Parse localization files and pass key-value map to templates, to dynamically render localized templates.

Downloads

11

Readme

LangApply

A library to create lang objects from locale files (and even to render templates with such values).

How does it work

It reads .toml files from a specified folder and with given options (preCaching, caching, default locale to use, ...).

Then it can load the right localized properties for a given URL and Accept-Language HTTP Header.

For example, if configured to feed from ./lang folder, when asked to load for url /subpage and with locales it, de;q=0.7, fr;q=0.6 it will try to load the file ./lang/subpage/it.toml and pass it to the given callback.

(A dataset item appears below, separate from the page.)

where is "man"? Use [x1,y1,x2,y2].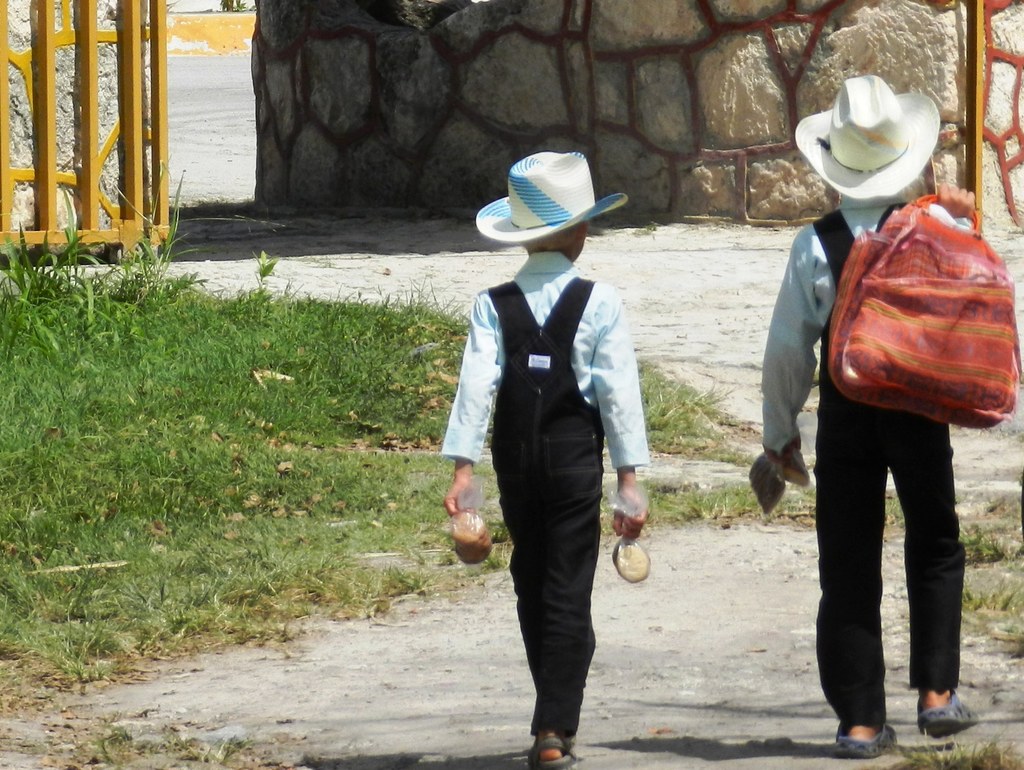
[752,116,1016,678].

Otherwise it will read ./lang/subpage/<X>.toml (where <X> is the configured default locale) and do the same. When a locale file is missing a key, the one from the default locale is used. Use these two files as an example:

  • it.toml
    hello = "Ciao"
  • en.toml (the example Default Locale)
    hello = "Hello"
    world = "World"

If it.toml is needed, the missing key will be loaded from en.toml. The provided callback will be passed the object

{
    hello: 'Ciao',
    world: 'World'
}

Usage

Initializing

It can be initialized like this.

    const langapply = require('langapply');

    /* ... */
    // How production-mode is detected.
    const production = process.env.NODE_ENV === 'production';

    // These are the default options. Provide your own to modify your experience.
    let defaultOptions = {
        shouldCache: production,
        defaultLocale: 'en',
        preCache: production ? PreCache.All : PreCache.None,
        directory: path.resolve('./lang'),
        loggingLevel: 'info',
    };

    langapply.initialize(defaultOptions); // With default options

Rendering templates

It is meant to be used with Express and it allows to render templates.

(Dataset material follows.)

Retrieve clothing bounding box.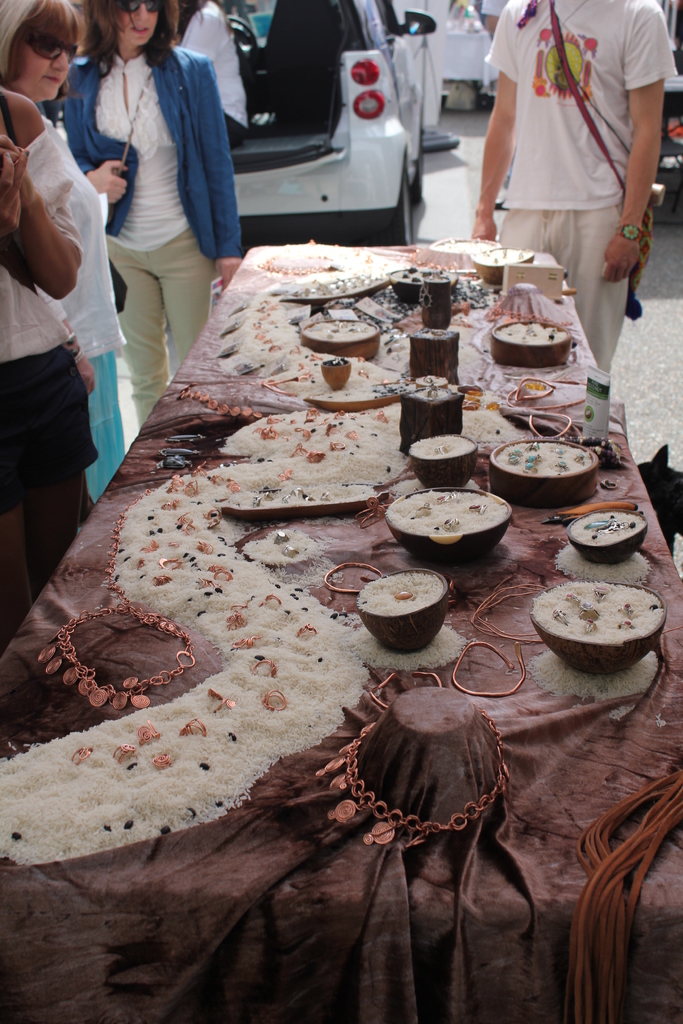
Bounding box: 19:122:125:353.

You can render them like this.

    // inside your request handler
    langapply.render(
        request,
        response,
        template, // Filename of your template
        context, // The context, context.lang = {/*key-value*/} and context.__lang are inserted.
        callback // The callback to be passed to response.render()
    );

It adds a lang field to your context and calls response.render(). You can access the values by using {{ lang.yourkey }} in case you are using Handlebars templates.

Also you can access the __lang property, which contains the langauge code that is being rendered. For example, you can use this in your templates to define the language used in your HTML document.

Using the middleware

Usage:

app.use(langapply.middleware);

A good way to get things done is by registering langapply.middleware. This middleware processes every GET request and:

  1. If present, strips out the langauge prefix and calls next(), so that the request can be processed by other middlewares. This means that, if it receives a request which has /en/page as url, it reroutes it internally to /page by modifying it. Also it sets response.locales.lang to the langauge being rendered. Note that the page is rendered even if the language prefix isn't available.
  2. If the language prefix is not valid or present but the header Accept-Language is, then it determines the best language to choose from and redirects the user to the correct page, with a language prefix.
  3. If no information is available, the user is simply redirected to the page using the default language.